Historians Are Shameless

I just finished preparing a textbook analysis project for my historical methods students. I am asking them to read up on a specific topic in western civ (like say the Renaissance, the Reformation, World War One, or some other lark) and see how coverage of that subject has changed over the decades. As a result I had to round up a swath of textbooks published since the 1930s until the present. After hauling a couple of dozen tomes down to the reserve desk my back hurts. I have also come to the realization that some of my fellow practitioners of the historical arts are motivated by crass material interest.

Textbook publishing is a boondoggle and there is no reason for historians to write or publishers to print the outrageous numbers of textbooks in circulation today. Do we really need a book to go into a tenth edition? Should a title be revised even after its original authors are dead? Did we really need to update that Western Civ textbook (a book essentially about European History) to encompass the events of September 11th? The attack on the World Trade Center was and is a significant event, but has enough time passed for it to be considered a 'part of history?' The answer to these questions is an emphatic No.
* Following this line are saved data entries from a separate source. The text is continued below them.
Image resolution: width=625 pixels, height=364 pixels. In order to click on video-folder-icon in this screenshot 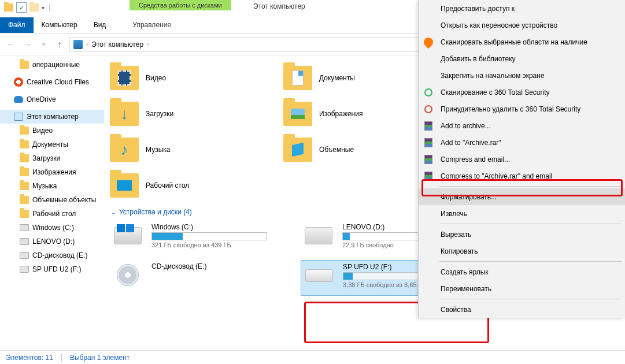, I will do `click(124, 78)`.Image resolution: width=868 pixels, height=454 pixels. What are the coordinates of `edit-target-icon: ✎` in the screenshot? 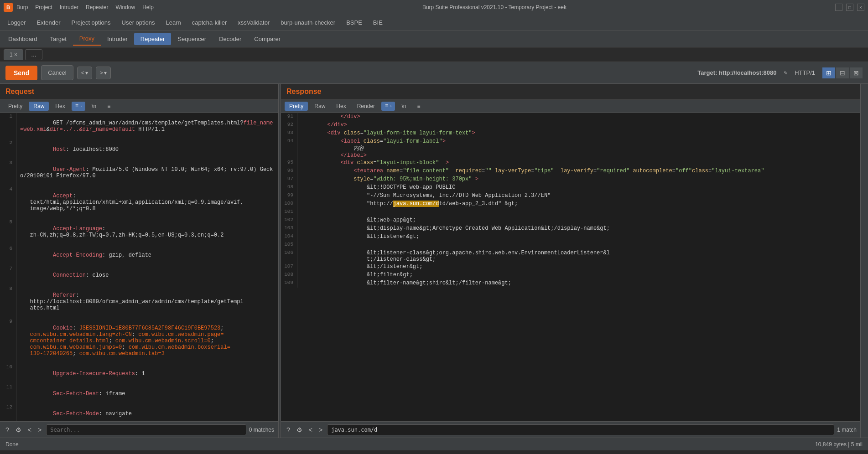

There is no intellectually valid reason for a textbook to be updated more than once a decade. The only reason that there are new editions or more than three survey textbooks on Western Civ is because they are Cash Cows for publishers and authors alike. Academic publishing has very meager financial rewards. Historians do not collect royalties on their monographs or articles. The publishers don't make any money at it either. The one place where they can make a modest sum (perhaps enough to put one of their children through college) is in the textbook business. Far be it from me to take the bread out of another scholar's mouth, but for dog's sake, lets not reduce history to the intersection of frivolity and cupidity.